My third concern is about integrated planning and delivery across health, social care and health-related services. The establishment of local health and well-being boards to promote co-ordinated planning is to be welcomed. It is here that commissioners of health, social care and public health services will come together to develop the local joint health and well-being strategies adumbrated in Clauses 190 and 191. However, whether this can be an efficient and effective process with two to three times as many commissioning groups as at present—300 to 450 clinical commissioning groups in future, compared with 152 PCTs—must be in doubt.

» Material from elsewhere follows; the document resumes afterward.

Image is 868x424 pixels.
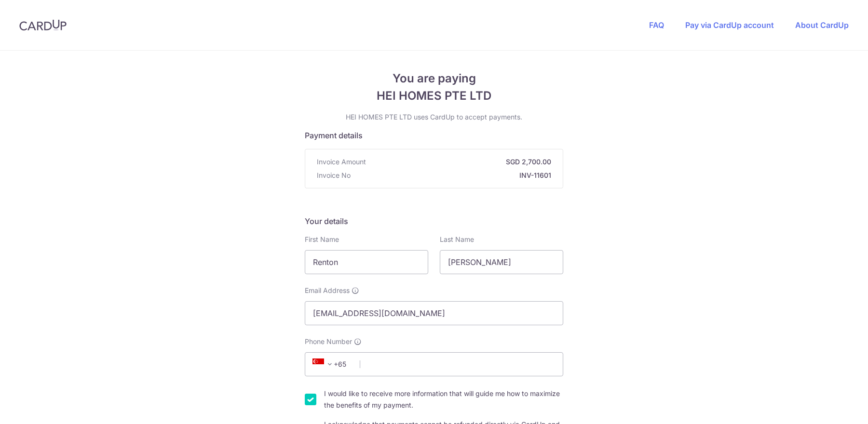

My fourth concern relates to the role of NICE within the new framework. In their response to the NHS Future Forum, the Government confirmed that the funding direction requiring NHS commissioners to fund drugs and treatments in line with NICE’s recommendations would still apply until at least 2014, when value-based pricing will be introduced. However, enforcing the funding direction is already proving difficult—for example, in relation to anti-VEGF treatments used for the treatment of wet age-related macular degeneration. What reassurances can the Government offer patients that, from 2014, value-based pricing will not restrict access to innovative treatments? How will the funding direction be enforced in the event that a clinical commissioning group chooses to exercise local autonomy—for instance, where it faces serious cost pressures? It would be very helpful to have this clarified so that patients who develop eye problems and other health conditions can have confidence that drugs or treatments recommended by NICE will still be available to them.